Having visited dozens and dozens of distilleries over the years, I learned a lot from this online only course. BUT. I feel like I learned a lot because I could apply the theoretical explanations, diagrams and the topics to things I’ve seen in real life. If it was all new, I doubt I’d feel so empowered and that’s where IBD have a huge amount of work to do – to make the theory real. To be far more beneficial to newcomers to the industry, it must quickly embrace modern learning methods (rich multimedia content) and use far more real world images, videos and content to give context of what it looks like, not just how it works on paper.

Some advice for those looking to do it:

Find a mentor to discuss the topics with. It’ll make the course more fun and help a lot with contextualising the theory into something tangible.

Use it as a framework for your learning, not your “everything”. You’ll get a lot out of it by dipping in and out and using google, other books and distillery tours (if you can) to delve further into the subjects covered. 

Find a revision buddy. There’s lots to remember and absorb, and the fail rate is high as the questions are fiddly and can involve answers that you either know or don’t (like the name of an acid, or strain of bacteria). Having a buddy really helps to cover the material and drill in the terms that you’ll need to memorise.
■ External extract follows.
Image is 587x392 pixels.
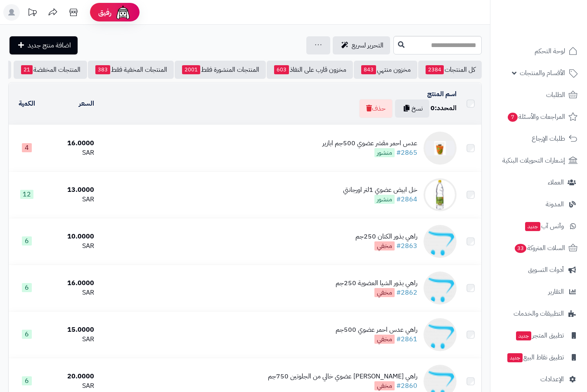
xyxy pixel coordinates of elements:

Spare at least 35h to complete the course. I read painfully slowly (I’m dyslexic), but I knew much of what was on screen, so it wasn’t new to me and meant I didn’t need to stop to simply google terms or get a different explanation. For those without special needs but a newbie distiller with fewer references ingrained in their mind a similar timeframe is going to be appropriate. You’ll also need to take another 4 – 8 hours to do the quizzes and to go back and revise. 

They do other courses that cater to different levels of baseline knowledge (and interest). No doubt that a Diploma would cover more while vis versa, the Foundation would offer a brief overview - it's worth looking at what the syllabus is and identify what you want to get from a qualification. 

Hopefully this article gives all who are looking for a review of what to expect should they want to go back to school, start a new career or accelerate their spirits learning. 

It’s not perfect, but I feel hugely rewarded for having taken the course and the time I spent learning. More importantly, while I’ve been critical of parts of the IBD offering above, I’m yet to see anything that’s come remotely close to the quality of education the General Certificate provides for those interested in being a distiller, let alone at the price point it costs to do it.